▶ _What the exercise asks_: Would you copy out, exactly as written, each line from the one containing "This screenshot has width=2361, height=1328." to the end of the records below?

Source data:
══════════

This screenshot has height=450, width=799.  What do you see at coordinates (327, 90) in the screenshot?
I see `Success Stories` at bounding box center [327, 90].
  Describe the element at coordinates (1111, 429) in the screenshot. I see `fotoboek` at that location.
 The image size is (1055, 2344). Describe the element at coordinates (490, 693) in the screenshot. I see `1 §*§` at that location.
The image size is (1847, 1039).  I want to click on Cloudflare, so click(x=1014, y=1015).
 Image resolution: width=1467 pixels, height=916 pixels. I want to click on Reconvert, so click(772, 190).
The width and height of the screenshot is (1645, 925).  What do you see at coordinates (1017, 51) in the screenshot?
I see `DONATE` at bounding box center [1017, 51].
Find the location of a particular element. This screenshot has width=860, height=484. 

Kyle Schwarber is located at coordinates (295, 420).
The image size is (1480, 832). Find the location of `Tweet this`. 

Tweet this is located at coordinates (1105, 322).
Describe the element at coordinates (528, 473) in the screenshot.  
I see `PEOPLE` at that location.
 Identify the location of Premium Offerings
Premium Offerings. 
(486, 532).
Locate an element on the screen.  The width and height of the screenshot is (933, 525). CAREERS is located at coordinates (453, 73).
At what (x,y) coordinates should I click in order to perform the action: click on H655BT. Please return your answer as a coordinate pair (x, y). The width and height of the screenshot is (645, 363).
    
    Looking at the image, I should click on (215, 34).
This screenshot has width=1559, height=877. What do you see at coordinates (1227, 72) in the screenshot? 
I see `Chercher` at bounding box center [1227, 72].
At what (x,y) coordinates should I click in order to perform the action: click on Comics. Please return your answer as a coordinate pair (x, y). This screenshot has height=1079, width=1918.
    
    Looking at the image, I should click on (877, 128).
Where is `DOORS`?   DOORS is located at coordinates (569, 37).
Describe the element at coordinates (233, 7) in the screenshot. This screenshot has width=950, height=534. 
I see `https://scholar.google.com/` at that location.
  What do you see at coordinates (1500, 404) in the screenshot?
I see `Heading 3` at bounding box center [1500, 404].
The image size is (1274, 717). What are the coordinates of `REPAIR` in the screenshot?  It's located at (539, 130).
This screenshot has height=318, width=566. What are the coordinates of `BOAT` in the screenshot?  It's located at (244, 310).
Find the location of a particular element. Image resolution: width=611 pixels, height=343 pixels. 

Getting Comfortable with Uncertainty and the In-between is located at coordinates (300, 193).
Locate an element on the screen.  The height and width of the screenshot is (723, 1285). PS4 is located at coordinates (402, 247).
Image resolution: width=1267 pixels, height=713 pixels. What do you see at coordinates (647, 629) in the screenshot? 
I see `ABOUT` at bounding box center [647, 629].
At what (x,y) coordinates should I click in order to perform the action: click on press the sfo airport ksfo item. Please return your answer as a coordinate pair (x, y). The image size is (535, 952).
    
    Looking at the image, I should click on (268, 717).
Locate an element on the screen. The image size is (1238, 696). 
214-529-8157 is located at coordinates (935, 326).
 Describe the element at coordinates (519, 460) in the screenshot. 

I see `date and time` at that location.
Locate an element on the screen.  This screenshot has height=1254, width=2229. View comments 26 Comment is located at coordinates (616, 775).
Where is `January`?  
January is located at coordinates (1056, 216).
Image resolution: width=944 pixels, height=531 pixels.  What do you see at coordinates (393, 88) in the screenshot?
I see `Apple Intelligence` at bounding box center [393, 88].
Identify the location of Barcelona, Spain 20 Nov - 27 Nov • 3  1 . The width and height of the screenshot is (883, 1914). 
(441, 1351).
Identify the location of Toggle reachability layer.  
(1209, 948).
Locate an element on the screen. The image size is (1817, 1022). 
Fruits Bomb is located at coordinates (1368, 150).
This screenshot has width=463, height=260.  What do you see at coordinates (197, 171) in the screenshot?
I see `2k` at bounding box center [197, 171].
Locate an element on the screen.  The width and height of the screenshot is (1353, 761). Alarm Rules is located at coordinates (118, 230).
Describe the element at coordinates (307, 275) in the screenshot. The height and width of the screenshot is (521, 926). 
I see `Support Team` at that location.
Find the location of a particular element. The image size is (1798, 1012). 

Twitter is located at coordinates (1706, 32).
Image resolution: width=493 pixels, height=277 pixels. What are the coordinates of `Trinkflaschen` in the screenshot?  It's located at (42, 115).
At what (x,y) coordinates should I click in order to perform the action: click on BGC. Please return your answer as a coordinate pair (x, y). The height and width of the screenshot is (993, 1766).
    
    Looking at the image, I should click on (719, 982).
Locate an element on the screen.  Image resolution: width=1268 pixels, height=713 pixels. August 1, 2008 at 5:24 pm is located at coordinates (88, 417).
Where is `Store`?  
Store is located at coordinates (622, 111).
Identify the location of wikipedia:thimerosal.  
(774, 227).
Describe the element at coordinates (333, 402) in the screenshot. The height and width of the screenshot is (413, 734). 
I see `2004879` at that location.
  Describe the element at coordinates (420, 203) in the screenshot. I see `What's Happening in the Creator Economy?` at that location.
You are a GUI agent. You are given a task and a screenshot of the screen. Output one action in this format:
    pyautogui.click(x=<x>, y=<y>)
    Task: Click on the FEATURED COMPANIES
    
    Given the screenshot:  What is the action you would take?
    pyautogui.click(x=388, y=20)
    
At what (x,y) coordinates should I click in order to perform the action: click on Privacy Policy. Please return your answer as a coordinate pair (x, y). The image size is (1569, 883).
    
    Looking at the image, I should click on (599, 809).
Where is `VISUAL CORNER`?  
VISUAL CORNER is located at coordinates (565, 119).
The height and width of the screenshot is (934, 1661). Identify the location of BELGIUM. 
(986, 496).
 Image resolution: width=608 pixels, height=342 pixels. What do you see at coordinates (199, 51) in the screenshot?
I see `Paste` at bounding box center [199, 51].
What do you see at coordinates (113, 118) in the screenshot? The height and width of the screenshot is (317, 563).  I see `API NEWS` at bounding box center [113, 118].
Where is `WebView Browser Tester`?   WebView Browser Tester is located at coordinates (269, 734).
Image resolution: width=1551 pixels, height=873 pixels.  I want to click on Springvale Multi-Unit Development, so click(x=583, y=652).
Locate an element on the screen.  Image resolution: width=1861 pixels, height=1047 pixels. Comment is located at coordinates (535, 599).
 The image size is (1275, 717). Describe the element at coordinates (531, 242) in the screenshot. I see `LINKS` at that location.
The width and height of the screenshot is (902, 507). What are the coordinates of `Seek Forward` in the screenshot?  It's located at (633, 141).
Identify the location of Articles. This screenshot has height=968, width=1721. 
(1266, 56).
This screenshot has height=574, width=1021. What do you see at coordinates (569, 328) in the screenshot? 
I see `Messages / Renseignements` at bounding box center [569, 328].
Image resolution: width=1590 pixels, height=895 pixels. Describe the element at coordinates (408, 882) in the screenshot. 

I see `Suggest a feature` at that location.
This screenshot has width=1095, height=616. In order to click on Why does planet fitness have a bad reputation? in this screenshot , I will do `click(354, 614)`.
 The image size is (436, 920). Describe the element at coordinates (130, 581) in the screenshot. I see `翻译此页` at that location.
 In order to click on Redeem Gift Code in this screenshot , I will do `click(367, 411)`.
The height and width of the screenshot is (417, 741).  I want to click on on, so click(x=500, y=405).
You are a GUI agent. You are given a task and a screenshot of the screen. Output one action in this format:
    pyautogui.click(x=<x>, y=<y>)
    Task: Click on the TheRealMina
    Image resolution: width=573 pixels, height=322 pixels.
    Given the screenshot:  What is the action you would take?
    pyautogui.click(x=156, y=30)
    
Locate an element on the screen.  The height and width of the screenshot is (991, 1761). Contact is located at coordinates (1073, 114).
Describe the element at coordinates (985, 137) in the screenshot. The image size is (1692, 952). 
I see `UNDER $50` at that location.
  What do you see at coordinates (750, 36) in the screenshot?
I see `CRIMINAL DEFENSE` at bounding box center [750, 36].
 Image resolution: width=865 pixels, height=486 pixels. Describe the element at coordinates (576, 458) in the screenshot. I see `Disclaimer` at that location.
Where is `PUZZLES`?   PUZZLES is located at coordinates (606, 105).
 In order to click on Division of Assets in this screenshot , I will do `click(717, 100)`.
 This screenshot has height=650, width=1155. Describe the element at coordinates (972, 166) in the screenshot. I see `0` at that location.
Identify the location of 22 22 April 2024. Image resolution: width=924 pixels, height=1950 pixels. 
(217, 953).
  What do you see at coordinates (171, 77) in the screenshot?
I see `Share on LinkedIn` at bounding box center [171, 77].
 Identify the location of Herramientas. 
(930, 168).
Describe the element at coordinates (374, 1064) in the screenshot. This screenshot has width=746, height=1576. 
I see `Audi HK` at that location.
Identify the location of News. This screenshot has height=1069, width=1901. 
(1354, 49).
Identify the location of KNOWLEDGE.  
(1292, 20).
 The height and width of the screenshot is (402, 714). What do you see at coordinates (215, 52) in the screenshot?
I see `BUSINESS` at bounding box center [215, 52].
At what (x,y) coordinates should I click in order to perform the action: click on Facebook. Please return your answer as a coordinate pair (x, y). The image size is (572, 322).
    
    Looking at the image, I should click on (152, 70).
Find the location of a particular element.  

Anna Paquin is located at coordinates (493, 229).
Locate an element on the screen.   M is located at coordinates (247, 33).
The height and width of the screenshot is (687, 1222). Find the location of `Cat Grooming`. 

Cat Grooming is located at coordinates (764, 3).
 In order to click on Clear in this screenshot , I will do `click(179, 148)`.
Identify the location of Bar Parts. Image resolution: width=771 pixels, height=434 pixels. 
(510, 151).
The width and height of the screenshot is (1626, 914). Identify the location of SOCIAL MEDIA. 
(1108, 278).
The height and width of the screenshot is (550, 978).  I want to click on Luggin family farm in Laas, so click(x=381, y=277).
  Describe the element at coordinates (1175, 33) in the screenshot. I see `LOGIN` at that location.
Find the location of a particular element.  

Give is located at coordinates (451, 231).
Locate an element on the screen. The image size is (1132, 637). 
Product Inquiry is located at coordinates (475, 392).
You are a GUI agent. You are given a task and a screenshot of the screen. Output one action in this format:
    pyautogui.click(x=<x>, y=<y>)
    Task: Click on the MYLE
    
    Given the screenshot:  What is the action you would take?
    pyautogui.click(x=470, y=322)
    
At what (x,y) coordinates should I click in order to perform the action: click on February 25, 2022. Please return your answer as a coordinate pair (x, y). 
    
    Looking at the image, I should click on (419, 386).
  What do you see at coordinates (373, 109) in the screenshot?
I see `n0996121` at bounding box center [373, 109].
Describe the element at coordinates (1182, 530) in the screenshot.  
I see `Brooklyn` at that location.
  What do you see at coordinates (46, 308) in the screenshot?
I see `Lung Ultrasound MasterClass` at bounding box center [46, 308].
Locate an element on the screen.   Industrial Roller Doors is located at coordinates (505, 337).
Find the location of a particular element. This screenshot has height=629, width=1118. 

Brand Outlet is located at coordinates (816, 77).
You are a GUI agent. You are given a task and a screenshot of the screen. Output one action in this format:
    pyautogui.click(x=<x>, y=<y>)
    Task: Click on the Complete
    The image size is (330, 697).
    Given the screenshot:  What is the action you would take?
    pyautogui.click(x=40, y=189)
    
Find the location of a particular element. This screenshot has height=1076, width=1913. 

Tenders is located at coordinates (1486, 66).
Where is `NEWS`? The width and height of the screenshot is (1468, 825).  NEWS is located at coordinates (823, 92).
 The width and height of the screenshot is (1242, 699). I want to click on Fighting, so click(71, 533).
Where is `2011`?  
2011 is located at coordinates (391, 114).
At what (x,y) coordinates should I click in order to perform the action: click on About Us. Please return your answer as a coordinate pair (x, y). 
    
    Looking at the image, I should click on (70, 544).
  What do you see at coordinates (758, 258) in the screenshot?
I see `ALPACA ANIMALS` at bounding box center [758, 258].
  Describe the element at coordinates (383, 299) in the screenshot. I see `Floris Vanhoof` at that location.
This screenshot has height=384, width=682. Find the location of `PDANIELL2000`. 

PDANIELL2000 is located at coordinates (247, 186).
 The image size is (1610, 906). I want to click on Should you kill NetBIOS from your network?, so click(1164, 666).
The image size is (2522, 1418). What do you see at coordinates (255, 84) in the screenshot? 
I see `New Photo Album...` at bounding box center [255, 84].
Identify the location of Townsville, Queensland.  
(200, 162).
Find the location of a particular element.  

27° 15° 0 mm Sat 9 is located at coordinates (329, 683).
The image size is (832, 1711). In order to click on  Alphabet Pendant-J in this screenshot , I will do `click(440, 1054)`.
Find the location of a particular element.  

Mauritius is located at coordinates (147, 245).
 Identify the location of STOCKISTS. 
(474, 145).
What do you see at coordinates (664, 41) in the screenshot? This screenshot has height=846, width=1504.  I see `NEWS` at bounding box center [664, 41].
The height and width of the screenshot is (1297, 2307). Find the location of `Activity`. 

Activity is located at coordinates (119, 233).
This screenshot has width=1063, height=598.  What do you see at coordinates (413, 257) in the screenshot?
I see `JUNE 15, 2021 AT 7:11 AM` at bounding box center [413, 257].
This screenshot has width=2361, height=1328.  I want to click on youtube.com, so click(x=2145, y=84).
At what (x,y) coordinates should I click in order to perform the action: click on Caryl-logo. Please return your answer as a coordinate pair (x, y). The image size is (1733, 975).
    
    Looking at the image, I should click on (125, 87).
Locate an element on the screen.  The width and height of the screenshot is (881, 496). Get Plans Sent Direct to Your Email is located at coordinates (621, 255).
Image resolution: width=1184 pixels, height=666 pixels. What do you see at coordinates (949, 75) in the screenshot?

══════════

▶ _Response to this task_:
This screenshot has width=2361, height=1328.  I want to click on youtube.com, so click(x=2145, y=84).
At what (x,y) coordinates should I click in order to perform the action: click on Caryl-logo. Please return your answer as a coordinate pair (x, y). The image size is (1733, 975).
    
    Looking at the image, I should click on (125, 87).
Locate an element on the screen.  The width and height of the screenshot is (881, 496). Get Plans Sent Direct to Your Email is located at coordinates (621, 255).
Image resolution: width=1184 pixels, height=666 pixels. What do you see at coordinates (949, 75) in the screenshot?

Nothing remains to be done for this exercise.